LUDA

January 24, 2026 · View on GitHub

LUDA Banner

License: MIT IDA Version Lua Version Status

High-performance Lua scripting for IDA Pro's SDK. Direct SDK bindings, minimal overhead, built for x86_64 binary analysis.

Note: LUDA is under active development and not yet production ready.


Overview

LUDA provides direct IDA SDK access from Lua, enabling rapid prototyping and automation of reverse engineering workflows. Lua's minimal overhead and clean syntax make it ideal for performance-critical analysis pipelines.

Target Platform: x86_64 only. Other architectures are not supported.


Features

  • Direct SDK Bindings — Call native IDA SDK functions without wrappers or proxies
  • Low Overhead — Lua's lightweight runtime keeps complex analysis responsive
  • Clean API — Intuitive bindings designed for reverse engineering workflows
  • Assembler Integration — Convert assembly to bytes via Keystone engine
  • Extensible — Minimal dependencies, easy to integrate into custom tooling

Installation

  1. Download the latest release or build from source
  2. Place LUDA.dll in your IDA plugins folder: <IDA_DIR>/plugins/
  3. Restart IDA Pro

Building from Source

git clone https://github.com/stolevchristian/LUDA.git
cd LUDA

Dependencies

Keystone Engine — Required for assembly support.

Download a prebuilt library from keystone-engine.org or build from source:

git clone https://github.com/keystone-engine/keystone.git
cd keystone && mkdir build && cd build
cmake -G "Visual Studio 17 2022" -A x64 -DCMAKE_MSVC_RUNTIME_LIBRARY=MultiThreaded ..
cmake --build . --config Release

Place keystone.lib in the keystone/ folder.

Build

Open in CLion or build via CMake:

mkdir build && cd build
cmake -G "Visual Studio 17 2022" -A x64 -DCMAKE_BUILD_TYPE=Release ..
cmake --build . --config Release

Usage

Read Memory

local address = 0xDEADBEEF
local bytes = memory.read(address, 5)

for i, v in ipairs(bytes) do
    print(string.format("0x%02X", v))
end

Write Memory

local address = 0xDEADBEEF
memory.write(address, {0xCC, 0xCC})

Disassemble

local func_addr = 0xDEADBEEF
local disasm = hexrays.disassemble(func_addr)

print(string.format("Function at 0x%X has %d instructions", func_addr, #disasm))

Assemble

local bytes = assemble("mov rax, 0xF")
-- bytes = { 0x48, 0xC7, 0xC0, 0x0F, 0x00, 0x00, 0x00 }

Decompile

local function_address = 0xDEADBEEF
local disassembly = hexrays.decompile(function_address)
print(disassembly)
--[[
_QWORD *__fastcall sub_deadbeef(_QWORD *a1)
{
  *a1 = HIDWORD(*a1) | (*a1 << 32);
  return a1;
}
]]--

Xrefs

local function_address = 0xDEADBEEF

for i,v in next, xrefs.get(function_address) do
  print(i, "0x" .. hex(v))
end
--[[
1	0x180003F03
2	0x180004288
3	0x1800043E3
4	0x180004768
5	0x1800048C3
6	0x180004C48
7	0x1800FCB77
8	0x1800FCD1C
9	0x1800FDCC5
]]--

Functions

local function_address = get_function("_IntegrityCheck__text") -- or get_function(0xDEADCODE)

print("Integrity check:", "0x" .. hex(function_address))

Changelog

v0.2.0 — January 2025

  • Ported build system from Visual Studio to CLion/CMake
  • Added Keystone assembler integration (assemble() function)
  • Upgraded from Lua 5.1 to Lua 5.5 for proper 64-bit support
  • Improved memory read/write API stability

v0.1.0 — Initial Release

  • Core IDA SDK bindings
  • Memory read/write operations
  • Hex-Rays disassembly support
  • Socket-based communication protocol for external UI

Roadmap

  • Pattern scanning API
  • Function signature matching
  • Struct/type creation bindings
  • Documentation site

License

MIT License. See LICENSE for details.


▸ Instructions for the task
Where a line of the data below has the string "this", copy that line.

▸ Information supplied
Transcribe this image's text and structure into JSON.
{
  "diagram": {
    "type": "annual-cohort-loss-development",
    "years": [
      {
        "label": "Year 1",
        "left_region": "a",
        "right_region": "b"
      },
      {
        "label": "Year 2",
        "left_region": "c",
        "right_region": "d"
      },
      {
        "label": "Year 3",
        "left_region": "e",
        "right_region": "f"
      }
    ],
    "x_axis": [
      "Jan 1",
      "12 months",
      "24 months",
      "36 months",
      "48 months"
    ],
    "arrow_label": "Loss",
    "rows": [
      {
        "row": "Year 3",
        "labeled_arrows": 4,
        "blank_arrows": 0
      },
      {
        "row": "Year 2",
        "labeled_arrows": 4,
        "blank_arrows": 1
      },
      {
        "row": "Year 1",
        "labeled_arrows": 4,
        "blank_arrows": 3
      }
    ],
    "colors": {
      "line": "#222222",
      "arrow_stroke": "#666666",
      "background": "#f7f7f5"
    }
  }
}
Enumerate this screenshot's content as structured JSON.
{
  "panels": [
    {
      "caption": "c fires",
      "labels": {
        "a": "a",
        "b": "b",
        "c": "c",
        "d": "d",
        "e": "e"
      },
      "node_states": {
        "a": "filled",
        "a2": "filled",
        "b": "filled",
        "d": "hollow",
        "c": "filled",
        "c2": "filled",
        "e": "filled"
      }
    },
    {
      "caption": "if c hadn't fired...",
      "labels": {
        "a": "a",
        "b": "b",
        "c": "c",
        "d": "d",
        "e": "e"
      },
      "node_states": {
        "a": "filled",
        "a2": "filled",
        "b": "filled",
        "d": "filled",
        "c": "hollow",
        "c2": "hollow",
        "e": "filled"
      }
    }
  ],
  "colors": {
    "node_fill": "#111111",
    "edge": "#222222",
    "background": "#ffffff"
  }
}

▸ Task solution
Transcribe this image's text and structure into JSON.
Enumerate this screenshot's content as structured JSON.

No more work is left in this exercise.